The reason I picked German wasn’t because of her. The reason I picked German was because that day at Laredo Middle School, I figured the punk rockers, the real intellectuals, the thinkers – they would all take German. And I wanted to be a punk rocker, a real intellectual. I was convinced I was a thinker.

Of course, I was wrong on all fronts – Ms. Cathcart’s German class at Laredo was mostly full of misfits and the most punk rock we ever listened to was The Clash. And a thinker? All I thought about in middle school was how much I wanted to be Alex Keaton from Family Ties (I even wore a tie!).

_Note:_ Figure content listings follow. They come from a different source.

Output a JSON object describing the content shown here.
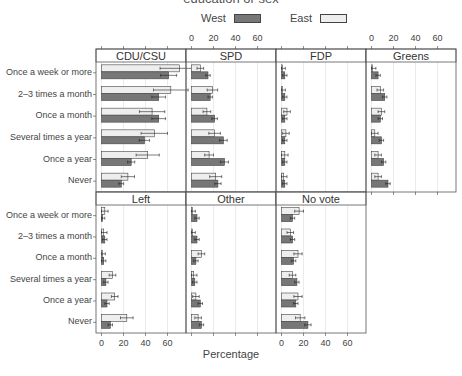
{
  "figure": {
    "title_partial": "education or sex",
    "xlabel": "Percentage",
    "legend": [
      {
        "label": "West",
        "color": "#777777"
      },
      {
        "label": "East",
        "color": "#eeeeee"
      }
    ],
    "colors": {
      "west": "#777777",
      "east": "#eeeeee",
      "grid": "#dddddd",
      "frame": "#555555",
      "strip": "#ffffff"
    }
  },
  "chart_data": {
    "type": "bar",
    "orientation": "horizontal",
    "title": "",
    "xlabel": "Percentage",
    "ylabel": "",
    "xlim": [
      -5,
      77
    ],
    "xticks": [
      0,
      20,
      40,
      60
    ],
    "grid": true,
    "legend_position": "top",
    "categories": [
      "Once a week or more",
      "2–3 times a month",
      "Once a month",
      "Several times a year",
      "Once a year",
      "Never"
    ],
    "series_names": [
      "West",
      "East"
    ],
    "panels": [
      {
        "name": "CDU/CSU",
        "West": [
          61,
          52,
          52,
          39,
          27,
          18
        ],
        "East": [
          71,
          63,
          46,
          48,
          42,
          24
        ]
      },
      {
        "name": "SPD",
        "West": [
          15,
          17,
          21,
          29,
          30,
          24
        ],
        "East": [
          8,
          19,
          14,
          21,
          16,
          22
        ]
      },
      {
        "name": "FDP",
        "West": [
          3,
          3,
          3,
          3,
          3,
          3
        ],
        "East": [
          0.5,
          0.5,
          5,
          4,
          3,
          2
        ]
      },
      {
        "name": "Greens",
        "West": [
          6,
          12,
          8,
          9,
          11,
          15
        ],
        "East": [
          1,
          8,
          9,
          3,
          6,
          6
        ]
      },
      {
        "name": "Left",
        "West": [
          1,
          3,
          2,
          4,
          5,
          8
        ],
        "East": [
          3,
          2,
          0.5,
          10,
          12,
          23
        ]
      },
      {
        "name": "Other",
        "West": [
          5,
          5,
          4,
          3,
          8,
          9
        ],
        "East": [
          0.5,
          0.5,
          9,
          2,
          4,
          6
        ]
      },
      {
        "name": "No vote",
        "West": [
          10,
          10,
          11,
          14,
          13,
          24
        ],
        "East": [
          16,
          8,
          15,
          10,
          15,
          17
        ]
      }
    ]
  }
}
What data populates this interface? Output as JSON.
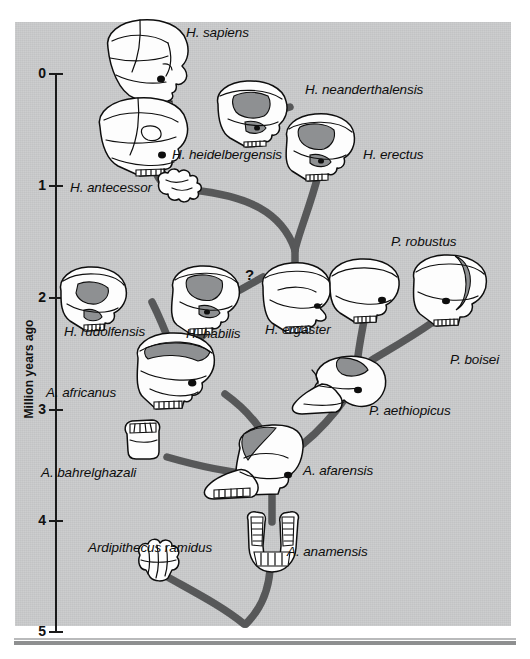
{
  "figure": {
    "panel_background": "#c9cacb",
    "branch_color": "#575859",
    "axis_color": "#1a1a1a"
  },
  "axis": {
    "title": "Million years ago",
    "ticks": [
      "0",
      "1",
      "2",
      "3",
      "4",
      "5"
    ],
    "values": [
      0,
      1,
      2,
      3,
      4,
      5
    ],
    "range": [
      0,
      5
    ],
    "orientation": "vertical-left"
  },
  "annotations": {
    "uncertain_link": "?"
  },
  "species": [
    {
      "name": "H. sapiens",
      "label_x": 186,
      "label_y": 26,
      "fossil": "skull-sapiens"
    },
    {
      "name": "H. neanderthalensis",
      "label_x": 305,
      "label_y": 83,
      "fossil": "skull-neanderthal"
    },
    {
      "name": "H. heidelbergensis",
      "label_x": 172,
      "label_y": 148,
      "fossil": "skull-heidelbergensis"
    },
    {
      "name": "H. erectus",
      "label_x": 363,
      "label_y": 148,
      "fossil": "skull-erectus"
    },
    {
      "name": "H. antecessor",
      "label_x": 70,
      "label_y": 181,
      "fossil": "fragment-antecessor"
    },
    {
      "name": "H. rudolfensis",
      "label_x": 64,
      "label_y": 325,
      "fossil": "skull-rudolfensis"
    },
    {
      "name": "H. habilis",
      "label_x": 186,
      "label_y": 327,
      "fossil": "skull-habilis"
    },
    {
      "name": "H. ergaster",
      "label_x": 265,
      "label_y": 323,
      "fossil": "skull-ergaster"
    },
    {
      "name": "P. robustus",
      "label_x": 391,
      "label_y": 235,
      "fossil": "skull-robustus"
    },
    {
      "name": "P. boisei",
      "label_x": 450,
      "label_y": 353,
      "fossil": "skull-boisei"
    },
    {
      "name": "A. africanus",
      "label_x": 46,
      "label_y": 386,
      "fossil": "skull-africanus"
    },
    {
      "name": "P. aethiopicus",
      "label_x": 369,
      "label_y": 404,
      "fossil": "skull-aethiopicus"
    },
    {
      "name": "A. bahrelghazali",
      "label_x": 41,
      "label_y": 466,
      "fossil": "jaw-bahrelghazali"
    },
    {
      "name": "A. afarensis",
      "label_x": 303,
      "label_y": 464,
      "fossil": "skull-afarensis"
    },
    {
      "name": "A. anamensis",
      "label_x": 287,
      "label_y": 545,
      "fossil": "mandible-anamensis"
    },
    {
      "name": "Ardipithecus ramidus",
      "label_x": 88,
      "label_y": 541,
      "fossil": "fragment-ramidus"
    }
  ],
  "icons": {
    "skull": "skull-icon",
    "jaw": "jaw-icon",
    "mandible": "mandible-icon",
    "fragment": "bone-fragment-icon"
  }
}
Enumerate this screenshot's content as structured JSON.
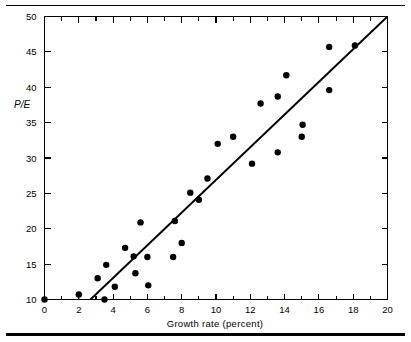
{
  "figure": {
    "background_color": "#ffffff",
    "ink_color": "#000000",
    "top_rule": "horizontal-rule",
    "bottom_rule": "horizontal-rule-thick"
  },
  "chart_data": {
    "type": "scatter",
    "title": "",
    "subtitle": "",
    "xlabel": "Growth rate (percent)",
    "ylabel": "P/E",
    "xlim": [
      0,
      20
    ],
    "ylim": [
      10,
      50
    ],
    "xticks": [
      0,
      2,
      4,
      6,
      8,
      10,
      12,
      14,
      16,
      18,
      20
    ],
    "xtick_labels": [
      "0",
      "2",
      "4",
      "6",
      "8",
      "10",
      "12",
      "14",
      "16",
      "18",
      "20"
    ],
    "x_minor_ticks": [
      1,
      3,
      5,
      7,
      9,
      11,
      13,
      15,
      17,
      19
    ],
    "yticks": [
      10,
      15,
      20,
      25,
      30,
      35,
      40,
      45,
      50
    ],
    "ytick_labels": [
      "10",
      "15",
      "20",
      "25",
      "30",
      "35",
      "40",
      "45",
      "50"
    ],
    "grid": false,
    "legend": null,
    "legend_position": "none",
    "marker": "filled-circle",
    "marker_size_px": 3.2,
    "series": [
      {
        "name": "companies",
        "points": [
          [
            0.0,
            10.0
          ],
          [
            2.0,
            10.7
          ],
          [
            3.1,
            13.0
          ],
          [
            3.5,
            10.0
          ],
          [
            3.6,
            14.9
          ],
          [
            4.1,
            11.8
          ],
          [
            4.7,
            17.3
          ],
          [
            5.2,
            16.1
          ],
          [
            5.3,
            13.7
          ],
          [
            5.6,
            20.9
          ],
          [
            6.0,
            16.0
          ],
          [
            6.05,
            12.0
          ],
          [
            7.5,
            16.0
          ],
          [
            7.6,
            21.1
          ],
          [
            8.0,
            18.0
          ],
          [
            8.5,
            25.1
          ],
          [
            9.0,
            24.1
          ],
          [
            9.5,
            27.1
          ],
          [
            10.1,
            32.0
          ],
          [
            11.0,
            33.0
          ],
          [
            12.1,
            29.2
          ],
          [
            12.6,
            37.7
          ],
          [
            13.6,
            30.8
          ],
          [
            13.6,
            38.7
          ],
          [
            14.1,
            41.7
          ],
          [
            15.0,
            33.0
          ],
          [
            15.05,
            34.7
          ],
          [
            16.6,
            39.6
          ],
          [
            16.6,
            45.7
          ],
          [
            18.1,
            45.9
          ]
        ]
      }
    ],
    "fit_line": {
      "name": "regression-line",
      "x_start": 2.68,
      "y_start": 10.0,
      "x_end": 20.0,
      "y_end": 50.0
    },
    "annotations": [
      {
        "name": "stem-at-x2",
        "type": "vertical-stem",
        "x": 2.0,
        "y_top": 10.7,
        "y_bottom": 10.0
      }
    ]
  }
}
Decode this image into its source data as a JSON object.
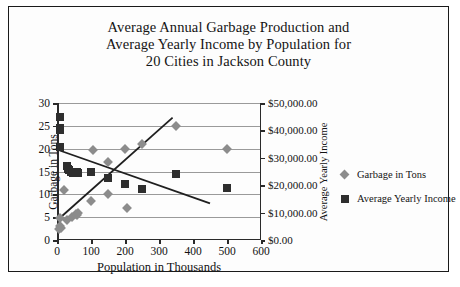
{
  "figure": {
    "title_lines": [
      "Average Annual Garbage Production and",
      "Average Yearly Income by Population for",
      "20 Cities in Jackson County"
    ]
  },
  "legend": {
    "items": [
      {
        "label": "Garbage in Tons",
        "marker": "diamond-marker",
        "color": "#8c8c8c"
      },
      {
        "label": "Average Yearly Income",
        "marker": "square-marker",
        "color": "#2e2e2e"
      }
    ]
  },
  "chart_data": {
    "type": "scatter",
    "title": "Average Annual Garbage Production and Average Yearly Income by Population for 20 Cities in Jackson County",
    "xlabel": "Population in Thousands",
    "ylabel": "Garbage in Tons",
    "y2label": "Average Yearly Income",
    "xlim": [
      0,
      600
    ],
    "ylim": [
      0,
      30
    ],
    "y2lim": [
      0,
      50000
    ],
    "xticks": [
      0,
      100,
      200,
      300,
      400,
      500,
      600
    ],
    "xticklabels": [
      "0",
      "100",
      "200",
      "300",
      "400",
      "500",
      "600"
    ],
    "yticks": [
      0,
      5,
      10,
      15,
      20,
      25,
      30
    ],
    "yticklabels": [
      "0",
      "5",
      "10",
      "15",
      "20",
      "25",
      "30"
    ],
    "y2ticks": [
      0,
      10000,
      20000,
      30000,
      40000,
      50000
    ],
    "y2ticklabels": [
      "$0.00",
      "$10,000.00",
      "$20,000.00",
      "$30,000.00",
      "$40,000.00",
      "$50,000.00"
    ],
    "grid": true,
    "grid_axis": "y",
    "legend_position": "right",
    "series": [
      {
        "name": "Garbage in Tons",
        "axis": "left",
        "marker": "diamond",
        "color": "#8c8c8c",
        "points": [
          [
            5,
            2.3
          ],
          [
            8,
            3.0
          ],
          [
            10,
            4.8
          ],
          [
            12,
            2.6
          ],
          [
            20,
            11.0
          ],
          [
            30,
            4.4
          ],
          [
            45,
            5.0
          ],
          [
            55,
            5.6
          ],
          [
            60,
            5.4
          ],
          [
            62,
            6.0
          ],
          [
            100,
            8.5
          ],
          [
            105,
            19.7
          ],
          [
            150,
            10.0
          ],
          [
            150,
            17.0
          ],
          [
            200,
            20.0
          ],
          [
            205,
            7.0
          ],
          [
            250,
            21.0
          ],
          [
            350,
            25.0
          ],
          [
            500,
            20.0
          ]
        ]
      },
      {
        "name": "Average Yearly Income",
        "axis": "right",
        "marker": "square",
        "color": "#2e2e2e",
        "points": [
          [
            8,
            45000
          ],
          [
            8,
            40000
          ],
          [
            9,
            41000
          ],
          [
            10,
            34000
          ],
          [
            30,
            27000
          ],
          [
            32,
            26000
          ],
          [
            35,
            25500
          ],
          [
            42,
            25000
          ],
          [
            48,
            24500
          ],
          [
            55,
            24800
          ],
          [
            60,
            25000
          ],
          [
            62,
            24500
          ],
          [
            100,
            25000
          ],
          [
            150,
            22500
          ],
          [
            200,
            20500
          ],
          [
            250,
            18500
          ],
          [
            350,
            24000
          ],
          [
            500,
            19000
          ]
        ]
      }
    ],
    "trendlines": [
      {
        "name": "garbage-trendline",
        "x": [
          5,
          340
        ],
        "y": [
          4.6,
          26.8
        ],
        "axis": "left",
        "color": "#1f1f1f"
      },
      {
        "name": "income-trendline",
        "x": [
          8,
          450
        ],
        "y": [
          19.6,
          8.0
        ],
        "axis": "left",
        "color": "#1f1f1f"
      }
    ]
  }
}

But German class brought with it German textbooks and the pictures intrigued me. Germans all drove around in cars covered in advertising, the textbook told me. They also sat around in cafes all day and played chess with giant, knee-high chess pieces. How cool is that? Also: Lots of old buildings.

I was sold. And so, after four years of mediocre grades, difficulties conjugating and countless hours daydreaming about cafes and giant chess pieces, I decided I should become an exchange student in Germany.

Also, it would allow me to sidestep the new unit we’d started on the genitive case.

I became an exchange student and learned fluent German. I returned 10 years later to become a correspondent for a major U.S. newswire and just a few short years later I had a German wife and two half-German kids.

All because my middle school offered three languages.

That’s an opportunity the students at my kids school may never have.